To pull something like this off, you'll need to have a lot of optimized code, and firebase most likely won't be up to par. I'd remend a binary protocol over websockets and a database that makes sense (fast lookups on multiple numeric index ranges, and subscriptions).

Ultimately, I'd probably go with:

  • webgl (pare three.js and pixi.js)
  • custom data server in golang (with persistence/fallback managed by a mysql engine like maria or aws's aurora)
  • websocket server written in golang
  • websockets (no wrapper library, binary protocol)

The only reason for golang over node.js for the websocket server is CPU performance, which means lower latency and more clients per server. They perform about the same for the network aspect.

You'll probably ignore most of this, but just understand that if you do have performance problems, switching some of the parts out for these will help.

Do a prototype that handles 2 concurrent users and 1000 tiles, and go from there. In order of priority:

  1. don't render 100k dom nodes!
  2. webgl instead of dom
  3. binary websocket protocol, over socket.io or similar (not firebase)
  4. custom data server in go
  5. binary websocket protocol not using socket.io (e.g. ws package in node)
  6. websocket server in go (not really that important, maybe never)

Lots of people use React as the V in MVC.

I believe that react is fine for UI but you should ask yourself what will be the server side logic, you still have to think about M and C

If you are looking for 1000 simultaneous users load, the keyword scalable will be your friend.

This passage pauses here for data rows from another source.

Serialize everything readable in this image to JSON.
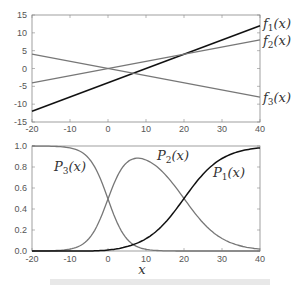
{
  "chart_data": [
    {
      "type": "line",
      "title": "",
      "xlabel": "",
      "ylabel": "",
      "xlim": [
        -20,
        40
      ],
      "ylim": [
        -15,
        15
      ],
      "xticks": [
        -20,
        -10,
        0,
        10,
        20,
        30,
        40
      ],
      "yticks": [
        -15,
        -10,
        -5,
        0,
        5,
        10,
        15
      ],
      "grid": false,
      "legend_position": "right, inline labels at x=40",
      "x": [
        -20,
        40
      ],
      "series": [
        {
          "name": "f1(x)",
          "label_main": "f",
          "label_sub": "1",
          "values": [
            -12,
            12
          ],
          "color": "#111111",
          "slope": 0.4,
          "intercept": -4
        },
        {
          "name": "f2(x)",
          "label_main": "f",
          "label_sub": "2",
          "values": [
            -4,
            8
          ],
          "color": "#777777",
          "slope": 0.2,
          "intercept": 0
        },
        {
          "name": "f3(x)",
          "label_main": "f",
          "label_sub": "3",
          "values": [
            4,
            -8
          ],
          "color": "#777777",
          "slope": -0.2,
          "intercept": 0
        }
      ]
    },
    {
      "type": "line",
      "title": "",
      "xlabel": "x",
      "ylabel": "",
      "xlim": [
        -20,
        40
      ],
      "ylim": [
        0,
        1
      ],
      "xticks": [
        -20,
        -10,
        0,
        10,
        20,
        30,
        40
      ],
      "yticks": [
        "0.0",
        "0.2",
        "0.4",
        "0.6",
        "0.8",
        "1.0"
      ],
      "grid": false,
      "legend_position": "inline labels",
      "x": [
        -20,
        -10,
        0,
        8,
        10,
        20,
        30,
        40
      ],
      "series": [
        {
          "name": "P1(x)",
          "label_main": "P",
          "label_sub": "1",
          "values": [
            0.0,
            0.001,
            0.018,
            0.1,
            0.12,
            0.5,
            0.88,
            0.98
          ],
          "color": "#111111"
        },
        {
          "name": "P2(x)",
          "label_main": "P",
          "label_sub": "2",
          "values": [
            0.0,
            0.12,
            0.5,
            0.89,
            0.88,
            0.5,
            0.12,
            0.018
          ],
          "color": "#777777"
        },
        {
          "name": "P3(x)",
          "label_main": "P",
          "label_sub": "3",
          "values": [
            1.0,
            0.88,
            0.48,
            0.09,
            0.05,
            0.0,
            0.0,
            0.0
          ],
          "color": "#777777"
        }
      ],
      "note": "P_i(x) = softmax of f_i(x)"
    }
  ],
  "labels": {
    "f1": "f",
    "f1s": "1",
    "f2": "f",
    "f2s": "2",
    "f3": "f",
    "f3s": "3",
    "p1": "P",
    "p1s": "1",
    "p2": "P",
    "p2s": "2",
    "p3": "P",
    "p3s": "3",
    "paren": "(x)",
    "xaxis": "x"
  }
}
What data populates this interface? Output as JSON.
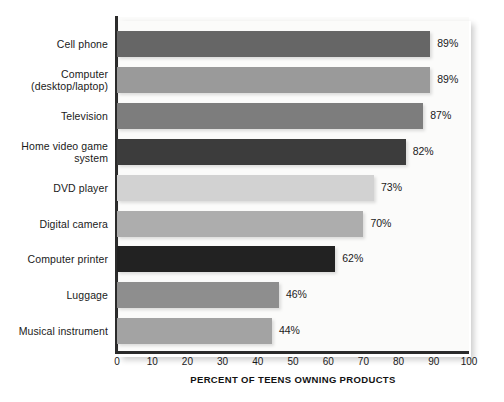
{
  "chart_data": {
    "type": "bar",
    "orientation": "horizontal",
    "title": "",
    "xlabel": "PERCENT OF TEENS OWNING PRODUCTS",
    "ylabel": "",
    "xlim": [
      0,
      100
    ],
    "grid": false,
    "legend": "none",
    "xticks": [
      "0",
      "10",
      "20",
      "30",
      "40",
      "50",
      "60",
      "70",
      "80",
      "90",
      "100"
    ],
    "xtick_values": [
      0,
      10,
      20,
      30,
      40,
      50,
      60,
      70,
      80,
      90,
      100
    ],
    "categories": [
      "Cell phone",
      "Computer\n(desktop/laptop)",
      "Television",
      "Home video game\nsystem",
      "DVD player",
      "Digital camera",
      "Computer printer",
      "Luggage",
      "Musical instrument"
    ],
    "values": [
      89,
      89,
      87,
      82,
      73,
      70,
      62,
      46,
      44
    ],
    "value_labels": [
      "89%",
      "89%",
      "87%",
      "82%",
      "73%",
      "70%",
      "62%",
      "46%",
      "44%"
    ],
    "bar_colors": [
      "#666666",
      "#9a9a9a",
      "#7d7d7d",
      "#3c3c3c",
      "#d2d2d2",
      "#adadad",
      "#222222",
      "#8e8e8e",
      "#a3a3a3"
    ],
    "series": [
      {
        "name": "Percent of teens owning products",
        "values": [
          89,
          89,
          87,
          82,
          73,
          70,
          62,
          46,
          44
        ]
      }
    ]
  },
  "bars": [
    {
      "label_line1": "Cell phone",
      "label_line2": "",
      "value": 89,
      "value_label": "89%",
      "color": "#666666"
    },
    {
      "label_line1": "Computer",
      "label_line2": "(desktop/laptop)",
      "value": 89,
      "value_label": "89%",
      "color": "#9a9a9a"
    },
    {
      "label_line1": "Television",
      "label_line2": "",
      "value": 87,
      "value_label": "87%",
      "color": "#7d7d7d"
    },
    {
      "label_line1": "Home video game",
      "label_line2": "system",
      "value": 82,
      "value_label": "82%",
      "color": "#3c3c3c"
    },
    {
      "label_line1": "DVD player",
      "label_line2": "",
      "value": 73,
      "value_label": "73%",
      "color": "#d2d2d2"
    },
    {
      "label_line1": "Digital camera",
      "label_line2": "",
      "value": 70,
      "value_label": "70%",
      "color": "#adadad"
    },
    {
      "label_line1": "Computer printer",
      "label_line2": "",
      "value": 62,
      "value_label": "62%",
      "color": "#222222"
    },
    {
      "label_line1": "Luggage",
      "label_line2": "",
      "value": 46,
      "value_label": "46%",
      "color": "#8e8e8e"
    },
    {
      "label_line1": "Musical instrument",
      "label_line2": "",
      "value": 44,
      "value_label": "44%",
      "color": "#a3a3a3"
    }
  ],
  "axis": {
    "x_title": "PERCENT OF TEENS OWNING PRODUCTS",
    "ticks": [
      "0",
      "10",
      "20",
      "30",
      "40",
      "50",
      "60",
      "70",
      "80",
      "90",
      "100"
    ]
  },
  "colors": {
    "axis_line": "#2b2b2b",
    "text": "#1a1a1a",
    "plot_background": "#fbfbfa",
    "page_background": "#ffffff"
  }
}
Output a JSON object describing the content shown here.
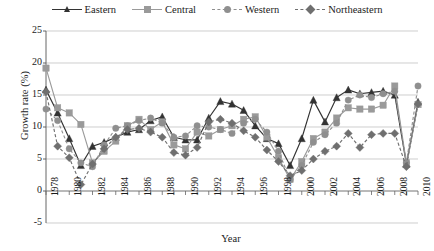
{
  "chart_data": {
    "type": "line",
    "title": "",
    "xlabel": "Year",
    "ylabel": "Growth rate (%)",
    "ylim": [
      -5,
      25
    ],
    "yticks": [
      0,
      5,
      10,
      15,
      20,
      25
    ],
    "ytick_labels": [
      "0",
      "5",
      "10",
      "15",
      "20",
      "25"
    ],
    "grid": true,
    "legend_position": "top-center",
    "x": [
      1978,
      1979,
      1980,
      1981,
      1982,
      1983,
      1984,
      1985,
      1986,
      1987,
      1988,
      1989,
      1990,
      1991,
      1992,
      1993,
      1994,
      1995,
      1996,
      1997,
      1998,
      1999,
      2000,
      2001,
      2002,
      2003,
      2004,
      2005,
      2006,
      2007,
      2008,
      2009,
      2010
    ],
    "xtick_labels": [
      "1978",
      "1980",
      "1982",
      "1984",
      "1986",
      "1988",
      "1990",
      "1992",
      "1994",
      "1996",
      "1998",
      "2000",
      "2002",
      "2004",
      "2006",
      "2008",
      "2010"
    ],
    "series": [
      {
        "name": "Eastern",
        "color": "#333333",
        "dash": "solid",
        "marker": "triangle",
        "values": [
          15.8,
          12.2,
          8.2,
          4.0,
          7.0,
          7.6,
          8.4,
          9.2,
          9.6,
          11.0,
          11.6,
          8.4,
          8.0,
          8.0,
          11.4,
          14.0,
          13.6,
          12.6,
          10.2,
          8.2,
          7.4,
          4.0,
          8.2,
          14.2,
          10.8,
          14.6,
          15.8,
          15.2,
          15.4,
          15.6,
          15.0,
          4.2,
          13.9
        ]
      },
      {
        "name": "Central",
        "color": "#9a9a9a",
        "dash": "solid",
        "marker": "square",
        "values": [
          19.2,
          13.0,
          12.2,
          10.4,
          4.4,
          6.2,
          7.8,
          10.2,
          11.2,
          9.6,
          10.8,
          7.2,
          6.6,
          9.2,
          8.6,
          9.6,
          10.2,
          11.2,
          11.6,
          8.4,
          5.2,
          1.8,
          4.6,
          8.2,
          9.2,
          11.4,
          13.0,
          12.8,
          12.8,
          13.4,
          16.4,
          4.4,
          13.5
        ]
      },
      {
        "name": "Western",
        "color": "#8f8f8f",
        "dash": "dashed",
        "marker": "circle",
        "values": [
          12.8,
          11.0,
          6.6,
          4.4,
          3.8,
          7.2,
          9.8,
          10.2,
          11.0,
          11.4,
          10.6,
          8.4,
          8.6,
          10.2,
          10.0,
          9.6,
          9.0,
          10.6,
          11.2,
          9.2,
          6.2,
          1.8,
          4.0,
          7.6,
          8.8,
          10.6,
          14.2,
          15.0,
          14.6,
          15.2,
          15.6,
          4.4,
          16.4
        ]
      },
      {
        "name": "Northeastern",
        "color": "#6f6f6f",
        "dash": "dashed",
        "marker": "diamond",
        "values": [
          15.5,
          7.0,
          5.2,
          1.0,
          4.2,
          6.6,
          8.4,
          9.6,
          9.8,
          9.2,
          8.4,
          6.0,
          5.6,
          6.8,
          10.8,
          11.2,
          10.6,
          9.4,
          8.4,
          6.4,
          4.6,
          2.4,
          3.2,
          5.0,
          6.2,
          7.0,
          9.0,
          6.8,
          8.8,
          9.0,
          9.0,
          3.8,
          13.6
        ]
      }
    ]
  },
  "legend": {
    "items": [
      {
        "label": "Eastern"
      },
      {
        "label": "Central"
      },
      {
        "label": "Western"
      },
      {
        "label": "Northeastern"
      }
    ]
  }
}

Also you should check out Node.js for the server side service. Express.js for it's fast implementation, and finally Pomelo.js which is a js game server implementation, based on node.js

On the subject of performance.. WebGL will most likely boost your performance. Here you can grab a nice tutorial on the topic : https://github./alexmackey/IntroToWebGLWithThreeJS

If you want to build it without GL languages whatsoever, you should digg deeper into JavaScript create your own pseudo-class library with dynamic data bindings. Otherwise you might end up using small percentage of a powerful framework that will only slow down your API.

I would restrain from using canvas, as they are good for model visualization rather as game front-end. Checkout d3.js for it's awesomeness and unfortunately performance issues.


Here I have written a nice fiddle, that creates 100x100 matrix with hovers, and perfromance is not so good. You can easly tweak it to get 100k element matrix: https://jsfiddle/urahara/zL0fxyn3/2/


EDIT: WebGL is the only reasonable solution.